In their first attempt they knocked over one of the National Soccer League's great powerhouse teams in the Final.

A year later they repeated the feat - beating future three time Cup winners Adelaide City to the crown - and remain the only side to retain the National Cup in any of its three guises.

But the biggest question facing City supporters today is - what happened to the Phillips Cup? Since City raised it in 1977 and 1978, the location of the silverware remains a mystery.

The disappearance of trophies is not a new problem in sport - although it appears to be particularly endemic in football. The disappearance and subsequent recovery of the Jules Rimet Trophy by Pickles the Dog in 1966 is the archetypal, most prominent example but that is certainly not the only case.
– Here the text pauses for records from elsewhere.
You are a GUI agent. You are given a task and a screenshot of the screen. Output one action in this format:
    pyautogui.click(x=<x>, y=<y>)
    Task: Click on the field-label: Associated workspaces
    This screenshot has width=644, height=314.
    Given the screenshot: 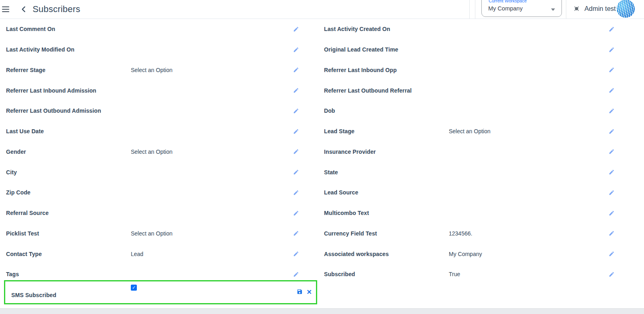 What is the action you would take?
    pyautogui.click(x=383, y=254)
David Corbett shows where his dog 'Pickles' found the Jules Rimet Cup in a suburban London garden

The Rugby League World Cup was stolen from a Bradford hotel in 1970, and although eventually found in a nearby ditch by a member of the public, the trophy wasn't claimed for many years leading to it almost being remodelled as a body building trophy.

Pickles’ good work was eventually undone in 1983 when the original Jules Rimet was stolen in Brazil, never to be recovered. That trophy supposedly suffered the same fate as the original FA Cup that Aston Villa lost in 1895, which was purportedly melted into coins and dispersed - another trophy lost to the annals of history.

Villa are serial offenders when it comes to careless stewardship of football’s most storied awards, after they also contrived to lose the 1982 European Cup during an unofficial tour of a local pub. That story does have a happy ending though, when the silverware was handed in to police in Sheffield - 100 miles from where it was lost.

This malaise of mislaid trophies even permeates the Australian sporting scene. The original Australian national knockout tournament trophy, the septennial Australia Cup of the 1960’s - arguably the instigator of the National Soccer League - was lost for decades, reportedly turning up in a rubbish bin at the Hakoah Club in Sydney during 2011 redevelopment works.